Will You Even Notice the Impending Robot Uprising?
An anonymous reader writes "We tend to take things like household appliances and other automation for granted, but as O'Reilly's Mike Loukides puts it: 'The Future Is All Robots. But Will We Even Notice? We've watched the rising interest in robotics for the past few years. It may have started with the birth of FIRST Robotics competitions, continued with the iRobot and the Roomba, and more recently with Google's driverless cars. But in the last few weeks, there has been a big change. Suddenly, everybody's talking about robots and robotics. ... I have no doubt that Google’s robotics team is working on something amazing and mind-blowing. Should they succeed, and should that success become a product, though, whatever they do will almost certainly fade into the woodwork and become part of normal, everyday reality. And robots will remain forever in the future. We might have found Rosie, the Jetsons’ robotic maid, impressive. But the Jetsons didn’t.'"
"I came here with a simple dream. A dream of killing all humans." B.B. Rodriguez
Hoist Number One and Number Six.
My Roomba ordered me to get off my "lazy human ass" and vacuum the house myself.
Table-ized A.I.
I take a train to work (and home again) that has no driver. Yet, to a person, everybody disagrees with me that a robot drives me to work.

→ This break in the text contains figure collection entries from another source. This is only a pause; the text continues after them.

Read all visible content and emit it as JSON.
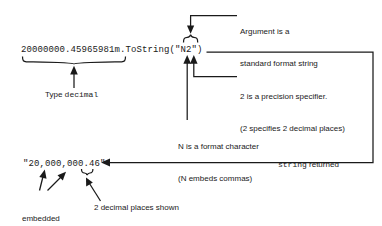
{
  "diagram": {
    "ink_color": "#1a1a1a",
    "background_color": "#ffffff"
  },
  "code": {
    "expression": "20000000.45965981m.ToString(\"N2\")",
    "value_literal": "20000000.45965981m",
    "method": ".ToString",
    "argument": "\"N2\""
  },
  "result": {
    "string_literal": "\"20,000,000.46\""
  },
  "annotations": {
    "argument": {
      "line1": "Argument is a",
      "line2": "standard format string"
    },
    "type_decimal": {
      "prefix": "Type ",
      "keyword": "decimal"
    },
    "precision": {
      "line1": "2 is a precision specifier.",
      "line2": "(2 specifies 2 decimal places)"
    },
    "format_character": {
      "line1": "N is a format character",
      "line2": "(N embeds commas)"
    },
    "string_returned": {
      "keyword": "string",
      "suffix": " returned"
    },
    "embedded_commas": {
      "line1": "embedded",
      "line2": "commas"
    },
    "decimal_places": {
      "text": "2 decimal places shown"
    }
  }
}
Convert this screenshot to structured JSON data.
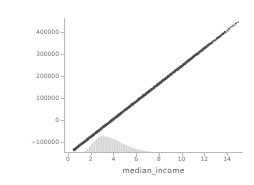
{
  "chart_data": {
    "type": "scatter",
    "title": "",
    "xlabel": "median_income",
    "ylabel": "SHAP value for\nmedian_income",
    "ylabel_line1": "SHAP value for",
    "ylabel_line2": "median_income",
    "xlim": [
      -0.35,
      15.4
    ],
    "ylim": [
      -148000,
      462000
    ],
    "xticks": [
      0,
      2,
      4,
      6,
      8,
      10,
      12,
      14
    ],
    "xticklabels": [
      "0",
      "2",
      "4",
      "6",
      "8",
      "10",
      "12",
      "14"
    ],
    "yticks": [
      -100000,
      0,
      100000,
      200000,
      300000,
      400000
    ],
    "yticklabels": [
      "−100000",
      "0",
      "100000",
      "200000",
      "300000",
      "400000"
    ],
    "grid": false,
    "legend": null,
    "point_color": "#4d4d4d",
    "point_alpha": 0.85,
    "point_size": 1.3,
    "histogram_color": "#d6d6d6",
    "axis_color": "#b8b8b8",
    "tick_label_color": "#6e6e6e",
    "axis_label_color": "#5a5a5a",
    "series": [
      {
        "name": "SHAP value for median_income",
        "description": "Near-linear dense band of points rising from lower-left to upper-right",
        "x": [
          0.5,
          0.7,
          0.9,
          1.1,
          1.3,
          1.5,
          1.7,
          1.9,
          2.1,
          2.3,
          2.5,
          2.7,
          2.9,
          3.1,
          3.3,
          3.5,
          3.7,
          3.9,
          4.1,
          4.3,
          4.5,
          4.7,
          4.9,
          5.1,
          5.3,
          5.5,
          5.7,
          5.9,
          6.1,
          6.3,
          6.5,
          6.7,
          6.9,
          7.1,
          7.3,
          7.5,
          7.7,
          7.9,
          8.1,
          8.3,
          8.5,
          8.7,
          8.9,
          9.1,
          9.3,
          9.5,
          9.7,
          9.9,
          10.1,
          10.3,
          10.5,
          10.7,
          10.9,
          11.1,
          11.3,
          11.5,
          11.7,
          11.9,
          12.1,
          12.3,
          12.5,
          12.7,
          12.9,
          13.1,
          13.3,
          13.5,
          13.7,
          13.9,
          14.1,
          14.3,
          14.55,
          14.8,
          15.0
        ],
        "y": [
          -135000,
          -127000,
          -119000,
          -111000,
          -103000,
          -95000,
          -87000,
          -79000,
          -71000,
          -63000,
          -55000,
          -47000,
          -39000,
          -31000,
          -23000,
          -15000,
          -7000,
          1000,
          9000,
          17000,
          25000,
          33000,
          41000,
          49000,
          57000,
          65000,
          73000,
          81000,
          89000,
          97000,
          105000,
          113000,
          121000,
          129000,
          137000,
          145000,
          153000,
          161000,
          169000,
          177000,
          185000,
          193000,
          201000,
          209000,
          217000,
          225000,
          233000,
          241000,
          249000,
          257000,
          265000,
          273000,
          281000,
          289000,
          297000,
          305000,
          313000,
          321000,
          329000,
          337000,
          345000,
          353000,
          361000,
          369000,
          377000,
          385000,
          393000,
          401000,
          409000,
          417000,
          427000,
          437000,
          445000
        ],
        "x_range": [
          0.5,
          15.05
        ],
        "y_range": [
          -135000,
          447000
        ],
        "slope": 40000,
        "intercept": -155000
      }
    ],
    "histogram": {
      "name": "median_income distribution",
      "orientation": "vertical-bottom",
      "bin_centers": [
        1.35,
        1.55,
        1.75,
        1.95,
        2.15,
        2.35,
        2.55,
        2.75,
        2.95,
        3.15,
        3.35,
        3.55,
        3.75,
        3.95,
        4.15,
        4.35,
        4.55,
        4.75,
        4.95,
        5.15,
        5.35,
        5.55,
        5.75,
        5.95,
        6.15,
        6.35,
        6.55,
        6.75,
        6.95,
        7.15,
        7.35,
        7.55,
        7.75,
        7.95,
        8.15,
        8.35,
        8.55,
        8.75,
        8.95,
        9.15
      ],
      "counts": [
        0.06,
        0.13,
        0.24,
        0.4,
        0.56,
        0.7,
        0.82,
        0.92,
        1.0,
        0.98,
        0.95,
        0.93,
        0.88,
        0.84,
        0.8,
        0.74,
        0.66,
        0.58,
        0.52,
        0.46,
        0.4,
        0.35,
        0.3,
        0.26,
        0.22,
        0.19,
        0.16,
        0.13,
        0.11,
        0.09,
        0.075,
        0.06,
        0.05,
        0.04,
        0.032,
        0.026,
        0.02,
        0.015,
        0.011,
        0.007
      ],
      "peak_x": 2.95,
      "max_height_px": 17
    }
  }
}
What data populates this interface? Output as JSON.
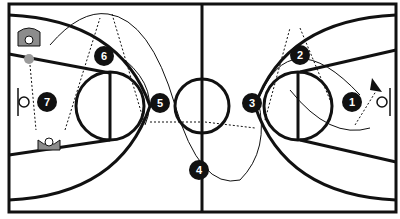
{
  "diagram": {
    "type": "basketball-play",
    "colors": {
      "line": "#111111",
      "background": "#ffffff",
      "ball": "#9a9a9a",
      "defender": "#8c8c8c"
    },
    "players": [
      {
        "label": "1",
        "x": 352,
        "y": 102
      },
      {
        "label": "2",
        "x": 300,
        "y": 55
      },
      {
        "label": "3",
        "x": 252,
        "y": 103
      },
      {
        "label": "4",
        "x": 199,
        "y": 170
      },
      {
        "label": "5",
        "x": 160,
        "y": 103
      },
      {
        "label": "6",
        "x": 104,
        "y": 56
      },
      {
        "label": "7",
        "x": 47,
        "y": 102
      }
    ],
    "defenders": [
      {
        "name": "defender-top-left",
        "x": 29,
        "y": 40
      },
      {
        "name": "defender-bottom-left",
        "x": 49,
        "y": 142
      }
    ],
    "ball": {
      "x": 29,
      "y": 59
    }
  }
}
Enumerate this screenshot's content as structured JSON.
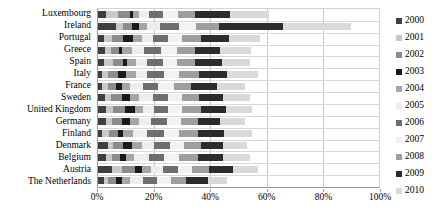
{
  "chart_data": {
    "type": "bar",
    "orientation": "horizontal",
    "stacked": true,
    "title": "",
    "subtitle": "",
    "xlabel": "",
    "ylabel": "",
    "xlim": [
      0,
      100
    ],
    "xtick_labels": [
      "0%",
      "20%",
      "40%",
      "60%",
      "80%",
      "100%"
    ],
    "xtick_values": [
      0,
      20,
      40,
      60,
      80,
      100
    ],
    "grid": true,
    "legend_position": "right",
    "categories": [
      "Luxembourg",
      "Ireland",
      "Portugal",
      "Greece",
      "Spain",
      "Italy",
      "France",
      "Sweden",
      "United Kingdom",
      "Germany",
      "Finland",
      "Denmark",
      "Belgium",
      "Austria",
      "The Netherlands"
    ],
    "series": [
      {
        "name": "2000",
        "color": "#3f3f3f",
        "values": [
          3.0,
          6.5,
          2.0,
          2.5,
          2.0,
          1.5,
          1.5,
          2.5,
          3.0,
          3.0,
          1.5,
          3.5,
          3.0,
          5.0,
          2.0
        ]
      },
      {
        "name": "2001",
        "color": "#c8c8c8",
        "values": [
          4.0,
          2.5,
          3.0,
          2.0,
          3.5,
          2.0,
          2.0,
          2.0,
          2.5,
          2.0,
          2.5,
          2.0,
          2.0,
          3.5,
          1.5
        ]
      },
      {
        "name": "2002",
        "color": "#8c8c8c",
        "values": [
          4.5,
          3.0,
          4.0,
          3.0,
          3.5,
          3.5,
          3.0,
          4.0,
          4.0,
          3.5,
          3.0,
          3.5,
          3.0,
          4.5,
          3.0
        ]
      },
      {
        "name": "2003",
        "color": "#1a1a1a",
        "values": [
          1.0,
          2.5,
          3.5,
          1.0,
          1.5,
          3.0,
          2.0,
          3.0,
          3.5,
          3.0,
          2.0,
          3.0,
          2.0,
          2.5,
          2.0
        ]
      },
      {
        "name": "2004",
        "color": "#a5a5a5",
        "values": [
          2.0,
          3.0,
          3.0,
          3.5,
          3.0,
          3.5,
          3.0,
          3.0,
          3.0,
          3.0,
          3.5,
          3.5,
          3.0,
          3.5,
          3.0
        ]
      },
      {
        "name": "2005",
        "color": "#ededed",
        "values": [
          3.5,
          4.5,
          4.0,
          4.5,
          4.0,
          4.0,
          4.5,
          5.0,
          4.0,
          4.5,
          5.0,
          4.5,
          5.0,
          4.0,
          4.5
        ]
      },
      {
        "name": "2006",
        "color": "#6e6e6e",
        "values": [
          5.0,
          7.0,
          5.5,
          6.0,
          5.5,
          6.0,
          5.5,
          5.5,
          5.0,
          5.5,
          6.0,
          5.5,
          5.5,
          5.5,
          5.0
        ]
      },
      {
        "name": "2007",
        "color": "#f2f2f2",
        "values": [
          5.5,
          6.0,
          5.0,
          5.5,
          5.0,
          5.5,
          5.5,
          5.0,
          5.0,
          5.0,
          5.5,
          5.0,
          5.5,
          5.0,
          5.0
        ]
      },
      {
        "name": "2008",
        "color": "#9e9e9e",
        "values": [
          6.0,
          8.0,
          6.5,
          6.5,
          6.5,
          7.0,
          6.0,
          6.0,
          6.5,
          6.0,
          6.5,
          6.0,
          6.5,
          6.0,
          5.5
        ]
      },
      {
        "name": "2009",
        "color": "#2b2b2b",
        "values": [
          12.5,
          23.0,
          10.0,
          9.0,
          9.5,
          10.0,
          9.5,
          8.5,
          9.0,
          8.0,
          9.5,
          8.0,
          9.0,
          8.5,
          7.5
        ]
      },
      {
        "name": "2010",
        "color": "#d9d9d9",
        "values": [
          14.0,
          24.0,
          11.0,
          11.0,
          10.0,
          11.0,
          10.0,
          9.5,
          9.5,
          9.0,
          10.0,
          8.5,
          9.5,
          9.0,
          7.0
        ]
      }
    ],
    "totals": [
      61.0,
      90.0,
      57.5,
      54.5,
      54.0,
      57.0,
      52.5,
      54.0,
      55.0,
      52.5,
      55.0,
      53.0,
      54.0,
      57.0,
      46.0
    ]
  }
}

http://marshallbrain.com/manna1.htm
Let's suppose the perfect software/hardware prototype existed right now for the kinds of functions being discussed and we had a factory set up to mass produce all kinds of nifty, useful automatons. We still need to find and obtain sufficient heavy-metal supplies for all of the circuit boards and devise a way to power all of these devices in a periodic manner that won't wipe out existing energy output infrastructures. How will the companies producing these robots be economically viable? Ideally, a robot will last for a very long time, but that would probably mean they are expensive enough to be less than ubiquitous. On the other hand, a high-turnover economic model could exponentially increase the environmental impact of electronic waste, decreasing the long-term viability of humans in areas where robots are disposed of and in general creating a backlash against the robot revolution. Call me crazy, but I think 3D printing is going to make far more fundamental changes to society than robots will in the near future.
Too late. Most of the jobs people did 100 years ago are now done by machines, while the machines do the work. It's the machines that actually touch the raw materials and the products.
The baker? Already replaced by someone running a bread-making machine (robot) that bakes 1,000 loaves per hour. How many humans touch that loaf of bread you buy in the grocery store? Approximately zero, and that's why you can buy it for 99. The lumberjack, chopping down trees? Already replaced by the harvester machine, with a human sitting inside, but not actually touching any trees. The butcher, the baker, and the candlestick maker were all replaced decades ago. They all became machine operators, operating machines that result in us walking into the grocery store and seeing 39 different kinds of sandwich bread to choose from.
"Suddenly, everybody's talking about robots and robotics. ..."
Obviously I'm going to the wrong parties, no one around me is talking about robots.
http://en.wikipedia.org/wiki/Mincome
Actually, things did not go well for those particular people. Many of them starved to death and died homeless.
However, the next generation was okay and basically ignored the tragedy.
Probably be the same this time too. if 25% can't find work or housing-- then after 20 years, as a society, we'll just ignore the fact that that happened.
She was like chocolate when she drank... semi-sweet at first and then increasingly bitter.